From ATR-FTIR data (Fig. 9) no important differences were visualized between the transmittance spectra of the reference and tested samples. The main functional groups detected are specific for an epoxy resin which are OH and NH (3200–3500 cm−1), CH aromatic (3000–3100 cm−1), CH aliphatic (2700–3000 cm−1); CO amide (1650 cm−1), C–C aromatic (1600 cm−1), p-substituted benzene (1500 cm−1), C–O secondary alcohol (1190 cm−1), CO aromatic (1040 cm−1), out of plane bending of aromatic C–H (840 cm−1) and out of plane ring C–C bend (560 cm−1), in agreement with a previous study.14


image file: c4ra11239c-f9.tif
Fig. 9 Transmittance spectrum of the ZRP after a 10 days immersion test in the ionic liquid. Comparison spectra between reference (without ionic liquid) and sample tested (exposed to ionic liquid).
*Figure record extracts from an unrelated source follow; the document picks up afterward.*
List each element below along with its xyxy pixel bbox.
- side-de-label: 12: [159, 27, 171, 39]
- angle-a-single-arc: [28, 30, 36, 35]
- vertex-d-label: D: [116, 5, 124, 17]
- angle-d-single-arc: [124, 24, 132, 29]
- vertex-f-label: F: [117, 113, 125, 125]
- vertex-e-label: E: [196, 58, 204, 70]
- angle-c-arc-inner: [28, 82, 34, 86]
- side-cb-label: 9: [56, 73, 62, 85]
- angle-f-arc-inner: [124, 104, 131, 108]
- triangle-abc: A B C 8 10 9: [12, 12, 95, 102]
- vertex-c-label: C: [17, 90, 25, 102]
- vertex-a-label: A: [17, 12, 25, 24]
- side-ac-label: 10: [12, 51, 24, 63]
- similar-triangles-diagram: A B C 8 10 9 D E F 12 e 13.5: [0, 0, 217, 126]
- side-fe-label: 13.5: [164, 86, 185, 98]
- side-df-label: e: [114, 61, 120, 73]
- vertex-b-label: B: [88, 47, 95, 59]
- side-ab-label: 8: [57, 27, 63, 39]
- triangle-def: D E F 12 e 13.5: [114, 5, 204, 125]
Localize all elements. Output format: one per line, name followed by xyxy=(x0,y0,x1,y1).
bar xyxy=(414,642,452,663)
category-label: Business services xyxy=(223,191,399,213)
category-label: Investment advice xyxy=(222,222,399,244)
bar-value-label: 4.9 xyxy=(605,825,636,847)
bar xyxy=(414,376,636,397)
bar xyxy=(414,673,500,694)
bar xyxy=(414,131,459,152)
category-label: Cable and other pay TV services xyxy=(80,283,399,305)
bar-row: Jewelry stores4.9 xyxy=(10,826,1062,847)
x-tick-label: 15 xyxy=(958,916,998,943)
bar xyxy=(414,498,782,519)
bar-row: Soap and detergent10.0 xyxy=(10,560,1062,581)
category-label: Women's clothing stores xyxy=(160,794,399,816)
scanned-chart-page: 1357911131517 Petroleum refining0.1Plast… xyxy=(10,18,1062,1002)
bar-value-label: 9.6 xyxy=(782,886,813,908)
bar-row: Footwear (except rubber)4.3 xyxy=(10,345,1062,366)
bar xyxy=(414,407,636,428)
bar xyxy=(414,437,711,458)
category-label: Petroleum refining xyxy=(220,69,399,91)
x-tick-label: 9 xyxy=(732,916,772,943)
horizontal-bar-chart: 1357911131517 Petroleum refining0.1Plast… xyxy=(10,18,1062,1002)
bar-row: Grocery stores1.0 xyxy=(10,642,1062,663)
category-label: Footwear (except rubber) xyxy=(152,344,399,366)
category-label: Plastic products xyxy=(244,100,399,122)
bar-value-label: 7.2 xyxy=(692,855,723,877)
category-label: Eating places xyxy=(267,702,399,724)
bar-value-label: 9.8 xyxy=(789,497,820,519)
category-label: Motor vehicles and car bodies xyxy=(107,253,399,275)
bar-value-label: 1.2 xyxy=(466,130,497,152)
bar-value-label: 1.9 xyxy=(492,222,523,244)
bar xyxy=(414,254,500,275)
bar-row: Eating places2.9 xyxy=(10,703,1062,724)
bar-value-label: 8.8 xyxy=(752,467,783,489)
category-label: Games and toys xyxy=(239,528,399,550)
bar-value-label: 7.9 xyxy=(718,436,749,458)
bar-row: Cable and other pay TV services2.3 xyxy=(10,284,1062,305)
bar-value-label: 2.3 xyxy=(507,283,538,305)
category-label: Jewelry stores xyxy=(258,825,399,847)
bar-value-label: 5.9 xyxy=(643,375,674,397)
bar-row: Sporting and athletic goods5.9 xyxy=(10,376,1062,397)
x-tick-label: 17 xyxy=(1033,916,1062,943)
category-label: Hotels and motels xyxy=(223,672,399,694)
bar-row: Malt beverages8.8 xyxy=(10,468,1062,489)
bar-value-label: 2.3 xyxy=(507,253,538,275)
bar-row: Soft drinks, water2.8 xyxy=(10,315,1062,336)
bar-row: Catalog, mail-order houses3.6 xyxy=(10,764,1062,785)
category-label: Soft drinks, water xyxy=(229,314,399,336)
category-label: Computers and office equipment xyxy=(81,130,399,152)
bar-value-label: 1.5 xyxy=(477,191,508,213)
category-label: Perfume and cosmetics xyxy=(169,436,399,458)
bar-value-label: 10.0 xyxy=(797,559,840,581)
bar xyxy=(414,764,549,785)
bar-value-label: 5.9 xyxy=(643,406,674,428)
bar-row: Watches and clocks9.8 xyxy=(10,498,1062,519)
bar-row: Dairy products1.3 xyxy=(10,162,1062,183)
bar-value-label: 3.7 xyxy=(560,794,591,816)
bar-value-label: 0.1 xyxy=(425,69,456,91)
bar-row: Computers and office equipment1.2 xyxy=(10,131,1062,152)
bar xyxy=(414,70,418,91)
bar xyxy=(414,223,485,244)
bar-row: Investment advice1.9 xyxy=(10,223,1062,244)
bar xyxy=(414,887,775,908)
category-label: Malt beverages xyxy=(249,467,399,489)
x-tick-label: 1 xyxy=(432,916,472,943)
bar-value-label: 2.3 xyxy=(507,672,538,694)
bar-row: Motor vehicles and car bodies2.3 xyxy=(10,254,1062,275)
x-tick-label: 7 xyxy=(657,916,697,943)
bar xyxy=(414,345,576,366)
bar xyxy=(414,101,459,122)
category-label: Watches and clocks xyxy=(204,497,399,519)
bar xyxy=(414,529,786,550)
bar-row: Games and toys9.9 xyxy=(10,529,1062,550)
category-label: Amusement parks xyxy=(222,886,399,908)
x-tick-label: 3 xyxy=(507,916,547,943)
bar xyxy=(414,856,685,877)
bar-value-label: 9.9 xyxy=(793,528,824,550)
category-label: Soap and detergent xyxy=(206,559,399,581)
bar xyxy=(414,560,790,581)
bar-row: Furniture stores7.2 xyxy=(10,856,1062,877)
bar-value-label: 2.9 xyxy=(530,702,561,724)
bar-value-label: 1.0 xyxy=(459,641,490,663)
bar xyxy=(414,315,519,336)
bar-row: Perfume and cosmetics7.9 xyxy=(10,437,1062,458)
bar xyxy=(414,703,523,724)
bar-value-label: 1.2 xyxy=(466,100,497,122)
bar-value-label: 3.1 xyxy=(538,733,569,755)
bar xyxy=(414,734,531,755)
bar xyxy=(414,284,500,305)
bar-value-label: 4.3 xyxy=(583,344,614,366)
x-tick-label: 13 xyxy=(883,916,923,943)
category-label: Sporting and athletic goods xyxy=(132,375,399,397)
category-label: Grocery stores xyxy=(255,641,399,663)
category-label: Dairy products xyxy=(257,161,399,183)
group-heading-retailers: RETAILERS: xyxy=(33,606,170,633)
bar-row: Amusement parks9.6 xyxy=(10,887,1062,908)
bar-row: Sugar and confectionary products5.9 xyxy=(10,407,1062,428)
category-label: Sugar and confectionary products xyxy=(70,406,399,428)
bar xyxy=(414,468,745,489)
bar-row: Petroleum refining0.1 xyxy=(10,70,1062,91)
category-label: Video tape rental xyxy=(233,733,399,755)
However, some technical limitations during measurement (lack of contact between the sample and the ATR crystal due to the porous nature of the former) could hinder an appropriate analysis. Hence, a very suitable technique for sulfur detection such as XRF was employed. Results confirm the presence of this element in all samples (reference and tested samples) which was not seen in previous evaluations of the reference ones (see Table 3). Additionally, a notable increment of sulfur from the reference to the tested samples (around 2 times higher) proves the presence of the ionic liquid and confirms the hypothesis that the molten salt is exerting a beneficial anticorrosive role on the ZRP-coated specimens.
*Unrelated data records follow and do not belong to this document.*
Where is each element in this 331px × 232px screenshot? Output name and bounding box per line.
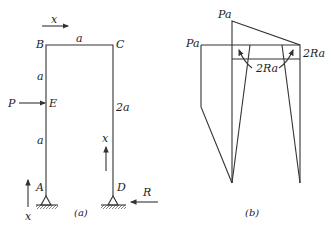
caption-a: (a) [74, 207, 88, 218]
frame-members [46, 45, 113, 196]
dim-EA-label: a [37, 134, 44, 147]
moment-left-column [201, 45, 232, 183]
caption-b: (b) [245, 207, 259, 218]
load-P-label: P [7, 97, 16, 110]
label-pa-top: Pa [217, 8, 231, 21]
x-label-top: x [51, 13, 58, 26]
node-C-label: C [116, 38, 125, 51]
x-label-left: x [25, 210, 32, 223]
node-B-label: B [35, 38, 44, 51]
node-A-label: A [35, 181, 44, 194]
label-2ra-center: 2Ra [255, 62, 278, 75]
load-R-label: R [142, 186, 151, 199]
label-2ra-right: 2Ra [302, 47, 325, 60]
moment-inner-right [282, 45, 300, 183]
dim-CD-label: 2a [115, 101, 130, 114]
moment-inner-left [232, 45, 250, 183]
support-A [36, 196, 58, 209]
label-pa-left: Pa [185, 37, 199, 50]
node-E-label: E [48, 97, 57, 110]
x-label-right: x [102, 132, 109, 145]
dim-BC-label: a [76, 32, 83, 45]
diagram-canvas: x B C E A D a a a 2a P R x x [0, 0, 331, 232]
support-D [101, 196, 126, 209]
frame-diagram-a: x B C E A D a a a 2a P R x x [7, 13, 158, 223]
dim-BE-label: a [37, 70, 44, 83]
moment-diagram-b: Pa Pa 2Ra 2Ra (b) [185, 8, 325, 218]
node-D-label: D [116, 181, 126, 194]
Table 3 Chemical elements detected in the reference and the tested samples after X-ray fluorescence test
Formula Reference (%) Tested samplea (%)
a After 10 days of IT in the ionic liquid.
Mg 2.90 ± 0.05 3.2 ± 0.07
Al 2.90 ± 0.38 3.6 ± 0.49
Si 8.00 ± 0.23 8.7 ± 0.21
S 0.77 ± 0.88 2.9 ± 0.99
Cl 2.20 ± 0.12 2.2 ± 0.14
K 0.45 ± 0.02 0.41 ± 0.04
Ca 0.52 ± 0.70 0.7 ± 0.11
Fe 0.91 ± 0.25 1.01 ± 0.37
Zn 81.43 ± 1.40 77.29 ± 1.39


It should be noted that C2C1imC2SO4 was recovered after IT and CT, and the analysis of its density at different temperatures reveal differences lower than 1% (1.29167 g mL−1 for the ionic liquid prior to the experiment, and 1.28094 g mL−1 after the experiment, at 25 °C). This confirms the high stability of the ionic liquid after being exposed to 0.05 M NaCl solution for 7 cycles (CT) and also in contact with the ZRP, which makes it possible to reuse it for further experiments.

Conclusions

Preliminary research findings obtained have proved that the use of the ionic liquid C2C1imC2SO4 improves the cathodic protection of ZRP. Impedance results indicated that the samples exposed to the molten salt have higher impedance values and only two time constants, suggesting that the zinc sacrificial protection is still active. Polarization tests revealed that the most negative OCP values were reported for panels exposed to the ionic liquid, which points out the extension of the cathodic anticorrosive protection duration. It was also demonstrated the suitability of the ionic liquid for studying inward and outward diffusion process as well as for determining diffusivity parameters.

Surface characterization allowed concluding that there is no morphological change (by SEM) in the tested samples exposed to the ionic liquid. However, XRF data evidenced the presence of sulfur (by XRF) in both reference and tested panels, but the highest content was detected in ZRP samples immersed in the ionic liquid for several days, thus confirming that the positive effects observed in the coating are due to the presence of the molten salt. However, further studies at longer immersion times are necessary in order to shed light on the electrochemical mechanism underlying the behaviour of the selected ionic liquid in the ZRP.

Acknowledgements

M. Echeverría is very grateful to the University of Vigo for funding through a PhD grant and to the ENCOMAT group (University of Vigo) for its valuable support. The authors acknowledge Spanish Ministry of Economy and EDERF funds and Competitiveness for funding through CTM2012-31534 project. The authors also thank the important support of HEMPEL laboratories (Barcelona, Spain) and CACTI (Center for Scientific and Technological support) at the University of Vigo, for the supply of coatings and samples preparation and their valuable assistance with FTIR and XRF measurements, respectively.